With the crossover upgrade that nagging background brightness is absolutely gone. The speaker now has a relaxed and muscular confidence that is absolutely enthralling. High efficiency speakers can have a tendency to trade relaxation and tonal saturation for speed/dynamics. Now you get them both which almost seems like an oxymoron. Instrument tone/timbre is so much more convincing it's hard to believe and voices are scary real. The ultimate compliment I can give the Cornwalls is that over the last 20 years I tend to listen with my eyes closed...I think I now know why. For various reasons there were things missing in the music that my mind was unconsciously rectifying to make it sound convincing.

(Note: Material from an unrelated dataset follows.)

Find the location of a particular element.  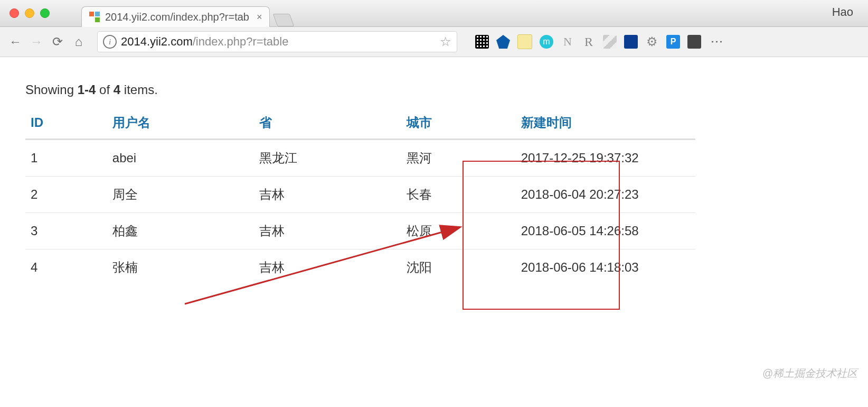

yii-favicon-icon is located at coordinates (95, 17).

Since the upgrade I listen with my eyes open. My mind does not have to "connect the dots" of the sins of omission and commission. It is so much more relaxing and I can just sit back for hours with jaws unclenched and shoulders loose rifling through any and all genres of music.
I would consider the crossover mod an absolute necessity as an upgraded, burned in Cornwall is night and day different to a stock pair. Do not leave that much improvement untapped. If you don't feel comfortable doing the upgrade, pay someone to do it for you. That is money well spent.